The pattern is clear: stability at scale, the proxy/IP layer, and a pricing model that doesn’t punish irregular usage matter far more than the framework you start with.
How to choose the right web scraping API
There’s no single “best”, just the best for your workload. Match the target to the pick:
| If you need to scrape… | Go with |
|---|---|
| Social media + creator data (TikTok, IG, X, Reddit) | Scrape Creators |
| Hard, general sites at scale (Cloudflare, DataDome) | Bright Data |
| AI structured data from arbitrary pages | Zyte or Firecrawl |
| Mainstream sites with a simple API | ScrapingBee |
| Unprotected sites on a tight budget | ScraperAPI or Scrapingdog |
| Enterprise volume with proxy control | Oxylabs or Bright Data |
| Speed-sensitive jobs, all features cheap | Scrape.do |
| Predictable flat pricing in the mid-market | Decodo |
| No-code automation and scheduling | Apify |
If your targets are arbitrary websites behind serious anti-bot (e-commerce, real estate, search at scale), pick an enterprise unblocker like Bright Data or Zyte. But if you're scraping social platforms and ad libraries, the exact targets that force generic APIs into expensive multipliers or outright failure, Scrape Creators gives you clean JSON from 100+ endpoints, pay-as-you-go, with no monthly commitment and 100 free credits to start. Use the right tool for the target.

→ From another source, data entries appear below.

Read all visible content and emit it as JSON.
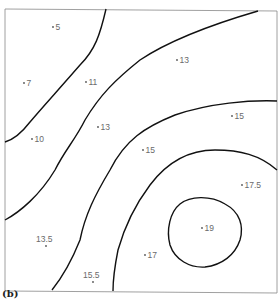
{
  "caption": "(b)",
  "chart_data": {
    "type": "contour",
    "title": "",
    "grid": false,
    "frame": {
      "left": 5,
      "top": 9,
      "right": 277,
      "bottom": 292
    },
    "points": [
      {
        "label": "5",
        "value": 5,
        "x": 53,
        "y": 30
      },
      {
        "label": "7",
        "value": 7,
        "x": 24,
        "y": 86
      },
      {
        "label": "11",
        "value": 11,
        "x": 86,
        "y": 85
      },
      {
        "label": "13",
        "value": 13,
        "x": 177,
        "y": 63
      },
      {
        "label": "10",
        "value": 10,
        "x": 32,
        "y": 142
      },
      {
        "label": "13",
        "value": 13,
        "x": 98,
        "y": 130
      },
      {
        "label": "15",
        "value": 15,
        "x": 143,
        "y": 153
      },
      {
        "label": "15",
        "value": 15,
        "x": 232,
        "y": 119
      },
      {
        "label": "17.5",
        "value": 17.5,
        "x": 242,
        "y": 188
      },
      {
        "label": "19",
        "value": 19,
        "x": 202,
        "y": 231
      },
      {
        "label": "13.5",
        "value": 13.5,
        "x": 46,
        "y": 242
      },
      {
        "label": "15.5",
        "value": 15.5,
        "x": 93,
        "y": 278
      },
      {
        "label": "17",
        "value": 17,
        "x": 145,
        "y": 258
      }
    ],
    "contours": [
      {
        "name": "contour-1",
        "path": "M106,9 C100,35 95,50 80,65 C60,88 40,110 30,122 C20,135 12,140 5,142"
      },
      {
        "name": "contour-2",
        "path": "M258,11 C210,25 170,40 140,60 C115,80 100,95 85,120 C75,140 65,150 55,170 C40,195 20,212 5,220"
      },
      {
        "name": "contour-3",
        "path": "M277,101 C250,100 210,103 175,115 C145,127 125,140 110,170 C95,195 85,215 80,240 C70,265 60,280 52,290"
      },
      {
        "name": "contour-4",
        "path": "M277,170 C260,155 240,150 215,150 C185,150 165,165 150,185 C135,205 125,225 118,250 C114,270 113,280 113,291"
      },
      {
        "name": "contour-5-closed",
        "path": "M180,204 C190,196 210,195 225,204 C240,212 244,226 240,240 C235,255 222,265 205,267 C190,268 175,260 170,245 C166,230 170,212 180,204 Z"
      }
    ]
  }
}
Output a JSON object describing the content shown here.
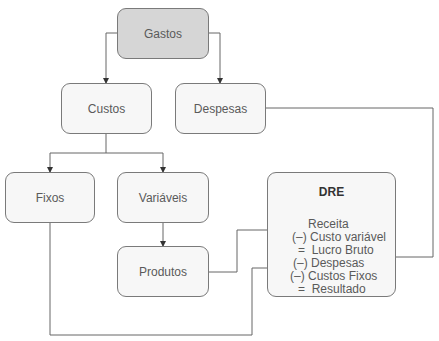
{
  "nodes": {
    "gastos": "Gastos",
    "custos": "Custos",
    "despesas": "Despesas",
    "fixos": "Fixos",
    "variaveis": "Variáveis",
    "produtos": "Produtos"
  },
  "dre": {
    "title": "DRE",
    "lines": [
      "Receita",
      "(–) Custo variável",
      "=  Lucro Bruto",
      "(–) Despesas",
      "(–) Custos Fixos",
      "=  Resultado"
    ]
  },
  "colors": {
    "line": "#555555",
    "root_fill": "#d6d6d6",
    "node_fill": "#f7f7f7",
    "border": "#7a7a7a"
  }
}
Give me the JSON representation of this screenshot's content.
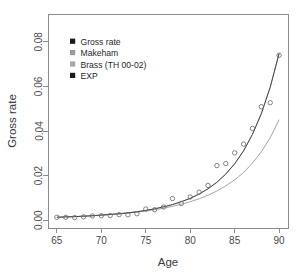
{
  "chart_data": {
    "type": "scatter",
    "title": "",
    "xlabel": "Age",
    "ylabel": "Gross rate",
    "xlim": [
      64.0,
      91.0
    ],
    "ylim": [
      -0.0035,
      0.0925
    ],
    "xticks": [
      65,
      70,
      75,
      80,
      85,
      90
    ],
    "xticklabels": [
      "65",
      "70",
      "75",
      "80",
      "85",
      "90"
    ],
    "yticks": [
      0.0,
      0.02,
      0.04,
      0.06,
      0.08
    ],
    "yticklabels": [
      "0.00",
      "0.02",
      "0.04",
      "0.06",
      "0.08"
    ],
    "grid": false,
    "legend_position": "top-left",
    "box": true,
    "x": [
      65,
      66,
      67,
      68,
      69,
      70,
      71,
      72,
      73,
      74,
      75,
      76,
      77,
      78,
      79,
      80,
      81,
      82,
      83,
      84,
      85,
      86,
      87,
      88,
      89,
      90
    ],
    "series": [
      {
        "name": "Gross rate",
        "marker": "open-circle",
        "color": "#6e6e6e",
        "style": "points",
        "values": [
          0.0013,
          0.0013,
          0.0012,
          0.0015,
          0.0019,
          0.002,
          0.0021,
          0.0025,
          0.0024,
          0.0029,
          0.005,
          0.0047,
          0.0059,
          0.0097,
          0.0075,
          0.0104,
          0.0126,
          0.0156,
          0.0245,
          0.0254,
          0.0302,
          0.0341,
          0.0412,
          0.0509,
          0.0527,
          0.074
        ]
      },
      {
        "name": "Makeham",
        "marker": "square",
        "color": "#9a9a9a",
        "style": "line",
        "values": [
          0.0013,
          0.0015,
          0.0016,
          0.0018,
          0.002,
          0.0022,
          0.0025,
          0.0028,
          0.0032,
          0.0036,
          0.0041,
          0.0047,
          0.0054,
          0.0062,
          0.0072,
          0.0083,
          0.0096,
          0.0112,
          0.0131,
          0.0154,
          0.0181,
          0.0214,
          0.0256,
          0.0307,
          0.037,
          0.0451
        ]
      },
      {
        "name": "Brass (TH 00-02)",
        "marker": "square",
        "color": "#a8a8a8",
        "style": "line",
        "values": [
          0.0013,
          0.0015,
          0.0016,
          0.0018,
          0.002,
          0.0023,
          0.0026,
          0.0029,
          0.0033,
          0.0038,
          0.0044,
          0.0051,
          0.006,
          0.007,
          0.0083,
          0.0098,
          0.0117,
          0.0141,
          0.017,
          0.0207,
          0.0253,
          0.0311,
          0.0385,
          0.0478,
          0.0597,
          0.0748
        ]
      },
      {
        "name": "EXP",
        "marker": "square",
        "color": "#3a3a3a",
        "style": "line",
        "values": [
          0.0013,
          0.0015,
          0.0016,
          0.0018,
          0.002,
          0.0023,
          0.0026,
          0.0029,
          0.0033,
          0.0038,
          0.0044,
          0.0051,
          0.006,
          0.007,
          0.0083,
          0.0098,
          0.0117,
          0.0141,
          0.017,
          0.0207,
          0.0253,
          0.0311,
          0.0385,
          0.0478,
          0.0597,
          0.0748
        ]
      }
    ],
    "legend": [
      {
        "label": "Gross rate",
        "color": "#1a1a1a"
      },
      {
        "label": "Makeham",
        "color": "#9a9a9a"
      },
      {
        "label": "Brass (TH 00-02)",
        "color": "#a8a8a8"
      },
      {
        "label": "EXP",
        "color": "#1a1a1a"
      }
    ]
  }
}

Why use a web scraping API instead of building your own
You could write your own scraper with Playwright and a proxy pool. Maintaining it is the problem. Sites block datacenter IPs within minutes, layouts change constantly, and anti-bot systems detect headless browsers in milliseconds. The Reddit consensus is blunt: scrapers “die after demo.” A web scraping API hands you:
- Anonymity. Requests rotate through fresh residential IPs, so you don’t get blocked.
- Parsed data. Clean JSON or Markdown (or raw HTML when you want it), with no brittle selectors to babysit.

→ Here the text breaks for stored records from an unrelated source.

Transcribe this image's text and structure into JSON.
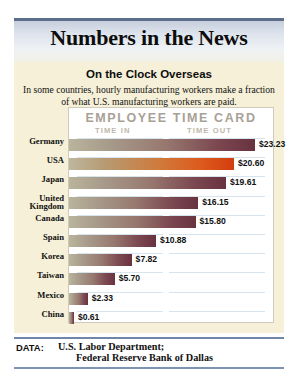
{
  "header": {
    "title": "Numbers in the News"
  },
  "subtitle": "On the Clock Overseas",
  "deck": "In some countries, hourly manufacturing workers make a fraction of what U.S. manufacturing workers are paid.",
  "card": {
    "title": "EMPLOYEE TIME CARD",
    "time_in_label": "TIME IN",
    "time_out_label": "TIME OUT"
  },
  "footer": {
    "data_label": "DATA:",
    "source_line1": "U.S. Labor Department;",
    "source_line2": "Federal Reserve Bank of Dallas"
  },
  "colors": {
    "title_band": "#5d6e8c",
    "cream_bg": "#f6f0d8",
    "bar_dark": "#68323f",
    "bar_highlight": "#d33d0d",
    "rule_blue": "#d7e4ee",
    "footer_rule": "#6f86a8"
  },
  "chart_data": {
    "type": "bar",
    "title": "On the Clock Overseas",
    "subtitle": "EMPLOYEE TIME CARD",
    "xlabel": "",
    "ylabel": "",
    "orientation": "horizontal",
    "value_prefix": "$",
    "xlim": [
      0,
      23.23
    ],
    "grid": false,
    "legend": null,
    "categories": [
      "Germany",
      "USA",
      "Japan",
      "United Kingdom",
      "Canada",
      "Spain",
      "Korea",
      "Taiwan",
      "Mexico",
      "China"
    ],
    "values": [
      23.23,
      20.6,
      19.61,
      16.15,
      15.8,
      10.88,
      7.82,
      5.7,
      2.33,
      0.61
    ],
    "highlight_category": "USA",
    "rows": [
      {
        "label": "Germany",
        "label2": "",
        "value": 23.23,
        "display": "$23.23",
        "highlight": false
      },
      {
        "label": "USA",
        "label2": "",
        "value": 20.6,
        "display": "$20.60",
        "highlight": true
      },
      {
        "label": "Japan",
        "label2": "",
        "value": 19.61,
        "display": "$19.61",
        "highlight": false
      },
      {
        "label": "United",
        "label2": "Kingdom",
        "value": 16.15,
        "display": "$16.15",
        "highlight": false
      },
      {
        "label": "Canada",
        "label2": "",
        "value": 15.8,
        "display": "$15.80",
        "highlight": false
      },
      {
        "label": "Spain",
        "label2": "",
        "value": 10.88,
        "display": "$10.88",
        "highlight": false
      },
      {
        "label": "Korea",
        "label2": "",
        "value": 7.82,
        "display": "$7.82",
        "highlight": false
      },
      {
        "label": "Taiwan",
        "label2": "",
        "value": 5.7,
        "display": "$5.70",
        "highlight": false
      },
      {
        "label": "Mexico",
        "label2": "",
        "value": 2.33,
        "display": "$2.33",
        "highlight": false
      },
      {
        "label": "China",
        "label2": "",
        "value": 0.61,
        "display": "$0.61",
        "highlight": false
      }
    ]
  }
}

- Anti-bot bypass. The provider absorbs CAPTCHAs, fingerprinting, and Cloudflare/DataDome challenges.
- Scale. Concurrency, retries, and session handling are handled for you, not built from scratch.
For anything beyond a weekend script, that’s hours of maintenance you never have to do. (And it’s all legal when you only collect public data, see our guide on whether web scraping is legal.)
Final thoughts
The web scraping API market in 2026 rewards matching the tool to the target. Bright Data wins on raw success rate and scale. Zyte leads on AI structured extraction. Scrape.do and Decodo are the value picks, Oxylabs owns the enterprise proxy tier, and ScrapingBee, ScraperAPI, Apify, and Firecrawl each have a clear lane.
And if what you’re actually scraping is social media, creator profiles, or ad libraries, the targets that block everything else, Scrape Creators is the cheapest, most reliable way in. It’s not a general-purpose unblocker, and it’s not trying to be. It’s the one you reach for when you want clean social JSON, pay-as-you-go pricing, and credits that never expire, with no multipliers waiting to surprise your invoice.